The
HTMLAnchorElement.referrerPolicy
property reflect the HTML referrerpolicy attribute of the
<a> element defining which referrer is sent when fetching the resource.
The URL is sent
as a referrer when the protocol security level stays the same (e.g.HTTP→HTTP,
HTTPS→HTTPS), but isn't sent to a less secure destination (e.g., HTTPS→HTTP).
Only send the origin of the document as the referrer in all cases.
The document https://example.com/page.html will send the referrer
https://example.com/.
Only send the origin of the document as the referrer when the protocol security
level stays the same (e.g., HTTPS→HTTPS), but don't send it to a less secure
destination (e.g., HTTPS→HTTP).
This is the user agent's default behavior if no policy is specified. Send a full URL when performing a same-origin request, only send the origin when the
protocol security level stays the same (e.g., HTTPS→HTTPS), and send no header to a
less secure destination (e.g., HTTPS→HTTP).
Send a full URL when performing a same-origin or cross-origin request. This policy
will leak origins and paths from TLS-protected resources to insecure origins.
Carefully consider the impact of this setting.
const elt = document.createElement("a");
const linkText = document.createTextNode("My link");
elt.appendChild(linkText);
elt.href = "https://developer.mozilla.org/en-US/";
elt.referrerPolicy = "no-referrer";
const div = document.getElementById("divAround");
div.appendChild(elt); // When clicked, the link will not send a referrer header.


[Aim of the task] Pictures do not belong in the copy; quote every entry below exactly.

== Segment start ==

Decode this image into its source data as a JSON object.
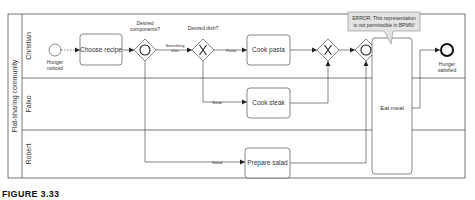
{
  "pool": {
    "label": "Flat-sharing community"
  },
  "lanes": [
    {
      "label": "Christian"
    },
    {
      "label": "Falko"
    },
    {
      "label": "Robert"
    }
  ],
  "events": {
    "start": {
      "label_line1": "Hunger",
      "label_line2": "noticed"
    },
    "end": {
      "label_line1": "Hunger",
      "label_line2": "satisfied"
    }
  },
  "gateways": {
    "inclusive_split": {
      "label_line1": "Desired",
      "label_line2": "components?"
    },
    "xor_split": {
      "label": "Desired dish?"
    }
  },
  "tasks": {
    "choose_recipe": "Choose recipe",
    "cook_pasta": "Cook pasta",
    "cook_steak": "Cook steak",
    "prepare_salad": "Prepare salad",
    "eat_meal": "Eat meal"
  },
  "flows": {
    "something_else_line1": "Something",
    "something_else_line2": "else",
    "pasta": "Pasta",
    "steak": "Steak",
    "salad": "Salad"
  },
  "annotation": {
    "line1": "ERROR: This representation",
    "line2": "is not permissible in BPMN!"
  },
  "caption": "FIGURE 3.33"
}
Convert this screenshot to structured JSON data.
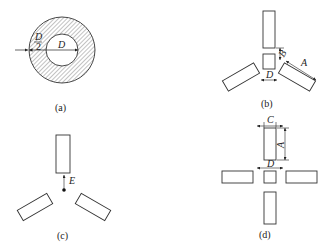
{
  "figure": {
    "panels": [
      {
        "id": "a",
        "caption": "(a)",
        "description": "Annular ring with hatched cross-section; inner diameter D, ring width D/2",
        "labels": {
          "inner_diameter": "D",
          "ring_width_num": "D",
          "ring_width_den": "2"
        }
      },
      {
        "id": "b",
        "caption": "(b)",
        "description": "Three electrodes at 120° around a central square; dimensions A, B, D",
        "labels": {
          "length": "A",
          "gap": "B",
          "square": "D"
        }
      },
      {
        "id": "c",
        "caption": "(c)",
        "description": "Three electrodes at 120° around a point; distance E from point to electrode",
        "labels": {
          "distance": "E"
        }
      },
      {
        "id": "d",
        "caption": "(d)",
        "description": "Four electrodes in a cross around a central square; dimensions A, C, D",
        "labels": {
          "length": "A",
          "width": "C",
          "square": "D"
        }
      }
    ]
  },
  "colors": {
    "stroke": "#333333",
    "hatch": "#555555",
    "background": "#ffffff"
  }
}
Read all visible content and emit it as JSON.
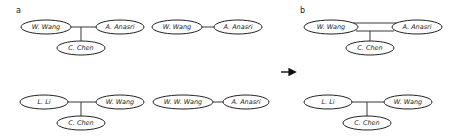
{
  "panels": {
    "a": {
      "label": "a"
    },
    "b": {
      "label": "b"
    }
  },
  "nodes": {
    "a_top_left": {
      "n1": "W. Wang",
      "n2": "A. Anasri",
      "n3": "C. Chen"
    },
    "a_top_mid": {
      "n1": "W. Wang",
      "n2": "A. Anasri"
    },
    "a_bot_left": {
      "n1": "L. Li",
      "n2": "W. Wang",
      "n3": "C. Chen"
    },
    "a_bot_mid": {
      "n1": "W. W. Wang",
      "n2": "A. Anasri"
    },
    "b_top": {
      "n1": "W. Wang",
      "n2": "A. Anasri",
      "n3": "C. Chen"
    },
    "b_bot": {
      "n1": "L. Li",
      "n2": "W. Wang",
      "n3": "C. Chen"
    }
  },
  "arrow": {
    "icon": "right-arrow-icon"
  }
}
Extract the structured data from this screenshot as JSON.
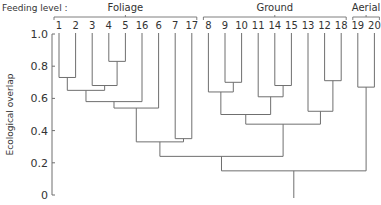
{
  "chart_data": {
    "type": "dendrogram",
    "title": "",
    "ylabel": "Ecological overlap",
    "xlabel": "",
    "ylim": [
      0,
      1.0
    ],
    "yticks": [
      "0",
      "0.2",
      "0.4",
      "0.6",
      "0.8",
      "1.0"
    ],
    "grid": false,
    "header_label": "Feeding level :",
    "groups": [
      {
        "name": "Foliage",
        "leaves": [
          "1",
          "2",
          "3",
          "4",
          "5",
          "16",
          "6",
          "7",
          "17"
        ]
      },
      {
        "name": "Ground",
        "leaves": [
          "8",
          "9",
          "10",
          "11",
          "14",
          "15",
          "13",
          "12",
          "18"
        ]
      },
      {
        "name": "Aerial",
        "leaves": [
          "19",
          "20"
        ]
      }
    ],
    "leaves": [
      "1",
      "2",
      "3",
      "4",
      "5",
      "16",
      "6",
      "7",
      "17",
      "8",
      "9",
      "10",
      "11",
      "14",
      "15",
      "13",
      "12",
      "18",
      "19",
      "20"
    ],
    "merges": [
      {
        "id": "A",
        "children": [
          "4",
          "5"
        ],
        "height": 0.83
      },
      {
        "id": "B",
        "children": [
          "1",
          "2"
        ],
        "height": 0.73
      },
      {
        "id": "C",
        "children": [
          "3",
          "A"
        ],
        "height": 0.68
      },
      {
        "id": "D",
        "children": [
          "B",
          "C"
        ],
        "height": 0.65
      },
      {
        "id": "E",
        "children": [
          "D",
          "16"
        ],
        "height": 0.58
      },
      {
        "id": "F",
        "children": [
          "E",
          "6"
        ],
        "height": 0.54
      },
      {
        "id": "G",
        "children": [
          "7",
          "17"
        ],
        "height": 0.35
      },
      {
        "id": "H",
        "children": [
          "F",
          "G"
        ],
        "height": 0.33
      },
      {
        "id": "I",
        "children": [
          "9",
          "10"
        ],
        "height": 0.7
      },
      {
        "id": "J",
        "children": [
          "8",
          "I"
        ],
        "height": 0.64
      },
      {
        "id": "K",
        "children": [
          "14",
          "15"
        ],
        "height": 0.68
      },
      {
        "id": "L",
        "children": [
          "11",
          "K"
        ],
        "height": 0.61
      },
      {
        "id": "M",
        "children": [
          "J",
          "L"
        ],
        "height": 0.5
      },
      {
        "id": "N",
        "children": [
          "12",
          "18"
        ],
        "height": 0.71
      },
      {
        "id": "O",
        "children": [
          "13",
          "N"
        ],
        "height": 0.52
      },
      {
        "id": "P",
        "children": [
          "M",
          "O"
        ],
        "height": 0.44
      },
      {
        "id": "Q",
        "children": [
          "H",
          "P"
        ],
        "height": 0.24
      },
      {
        "id": "R",
        "children": [
          "19",
          "20"
        ],
        "height": 0.67
      },
      {
        "id": "S",
        "children": [
          "Q",
          "R"
        ],
        "height": 0.15
      }
    ]
  }
}
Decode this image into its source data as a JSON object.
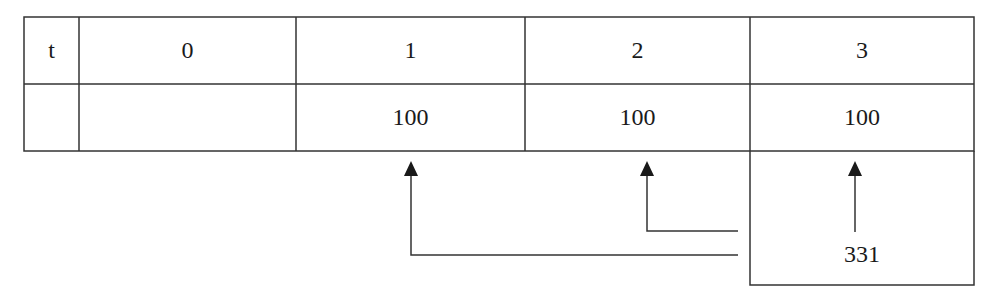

== Segment end ==

[Task response]
Decode this image into its source data as a JSON object.
{
  "pool": {
    "label": "Flat-sharing community"
  },
  "lanes": [
    {
      "label": "Christian"
    },
    {
      "label": "Falko"
    },
    {
      "label": "Robert"
    }
  ],
  "events": {
    "start": {
      "label_line1": "Hunger",
      "label_line2": "noticed"
    },
    "end": {
      "label_line1": "Hunger",
      "label_line2": "satisfied"
    }
  },
  "gateways": {
    "inclusive_split": {
      "label_line1": "Desired",
      "label_line2": "components?"
    },
    "xor_split": {
      "label": "Desired dish?"
    }
  },
  "tasks": {
    "choose_recipe": "Choose recipe",
    "cook_pasta": "Cook pasta",
    "cook_steak": "Cook steak",
    "prepare_salad": "Prepare salad",
    "eat_meal": "Eat meal"
  },
  "flows": {
    "something_else_line1": "Something",
    "something_else_line2": "else",
    "pasta": "Pasta",
    "steak": "Steak",
    "salad": "Salad"
  },
  "annotation": {
    "line1": "ERROR: This representation",
    "line2": "is not permissible in BPMN!"
  },
  "caption": "FIGURE 3.33"
}
Convert this screenshot to structured JSON data.
{
  "figure": {
    "panels": [
      {
        "id": "a",
        "caption": "(a)",
        "description": "Annular ring with hatched cross-section; inner diameter D, ring width D/2",
        "labels": {
          "inner_diameter": "D",
          "ring_width_num": "D",
          "ring_width_den": "2"
        }
      },
      {
        "id": "b",
        "caption": "(b)",
        "description": "Three electrodes at 120° around a central square; dimensions A, B, D",
        "labels": {
          "length": "A",
          "gap": "B",
          "square": "D"
        }
      },
      {
        "id": "c",
        "caption": "(c)",
        "description": "Three electrodes at 120° around a point; distance E from point to electrode",
        "labels": {
          "distance": "E"
        }
      },
      {
        "id": "d",
        "caption": "(d)",
        "description": "Four electrodes in a cross around a central square; dimensions A, C, D",
        "labels": {
          "length": "A",
          "width": "C",
          "square": "D"
        }
      }
    ]
  },
  "colors": {
    "stroke": "#333333",
    "hatch": "#555555",
    "background": "#ffffff"
  }
}
Read all visible content and emit it as JSON.
{
  "panels": {
    "a": {
      "label": "a"
    },
    "b": {
      "label": "b"
    }
  },
  "nodes": {
    "a_top_left": {
      "n1": "W. Wang",
      "n2": "A. Anasri",
      "n3": "C. Chen"
    },
    "a_top_mid": {
      "n1": "W. Wang",
      "n2": "A. Anasri"
    },
    "a_bot_left": {
      "n1": "L. Li",
      "n2": "W. Wang",
      "n3": "C. Chen"
    },
    "a_bot_mid": {
      "n1": "W. W. Wang",
      "n2": "A. Anasri"
    },
    "b_top": {
      "n1": "W. Wang",
      "n2": "A. Anasri",
      "n3": "C. Chen"
    },
    "b_bot": {
      "n1": "L. Li",
      "n2": "W. Wang",
      "n3": "C. Chen"
    }
  },
  "arrow": {
    "icon": "right-arrow-icon"
  }
}
Extract the structured data from this screenshot as JSON.
{
  "chart_data": {
    "type": "dendrogram",
    "title": "",
    "ylabel": "Ecological overlap",
    "xlabel": "",
    "ylim": [
      0,
      1.0
    ],
    "yticks": [
      "0",
      "0.2",
      "0.4",
      "0.6",
      "0.8",
      "1.0"
    ],
    "grid": false,
    "header_label": "Feeding level :",
    "groups": [
      {
        "name": "Foliage",
        "leaves": [
          "1",
          "2",
          "3",
          "4",
          "5",
          "16",
          "6",
          "7",
          "17"
        ]
      },
      {
        "name": "Ground",
        "leaves": [
          "8",
          "9",
          "10",
          "11",
          "14",
          "15",
          "13",
          "12",
          "18"
        ]
      },
      {
        "name": "Aerial",
        "leaves": [
          "19",
          "20"
        ]
      }
    ],
    "leaves": [
      "1",
      "2",
      "3",
      "4",
      "5",
      "16",
      "6",
      "7",
      "17",
      "8",
      "9",
      "10",
      "11",
      "14",
      "15",
      "13",
      "12",
      "18",
      "19",
      "20"
    ],
    "merges": [
      {
        "id": "A",
        "children": [
          "4",
          "5"
        ],
        "height": 0.83
      },
      {
        "id": "B",
        "children": [
          "1",
          "2"
        ],
        "height": 0.73
      },
      {
        "id": "C",
        "children": [
          "3",
          "A"
        ],
        "height": 0.68
      },
      {
        "id": "D",
        "children": [
          "B",
          "C"
        ],
        "height": 0.65
      },
      {
        "id": "E",
        "children": [
          "D",
          "16"
        ],
        "height": 0.58
      },
      {
        "id": "F",
        "children": [
          "E",
          "6"
        ],
        "height": 0.54
      },
      {
        "id": "G",
        "children": [
          "7",
          "17"
        ],
        "height": 0.35
      },
      {
        "id": "H",
        "children": [
          "F",
          "G"
        ],
        "height": 0.33
      },
      {
        "id": "I",
        "children": [
          "9",
          "10"
        ],
        "height": 0.7
      },
      {
        "id": "J",
        "children": [
          "8",
          "I"
        ],
        "height": 0.64
      },
      {
        "id": "K",
        "children": [
          "14",
          "15"
        ],
        "height": 0.68
      },
      {
        "id": "L",
        "children": [
          "11",
          "K"
        ],
        "height": 0.61
      },
      {
        "id": "M",
        "children": [
          "J",
          "L"
        ],
        "height": 0.5
      },
      {
        "id": "N",
        "children": [
          "12",
          "18"
        ],
        "height": 0.71
      },
      {
        "id": "O",
        "children": [
          "13",
          "N"
        ],
        "height": 0.52
      },
      {
        "id": "P",
        "children": [
          "M",
          "O"
        ],
        "height": 0.44
      },
      {
        "id": "Q",
        "children": [
          "H",
          "P"
        ],
        "height": 0.24
      },
      {
        "id": "R",
        "children": [
          "19",
          "20"
        ],
        "height": 0.67
      },
      {
        "id": "S",
        "children": [
          "Q",
          "R"
        ],
        "height": 0.15
      }
    ]
  }
}
Decode this image into its source data as a JSON object.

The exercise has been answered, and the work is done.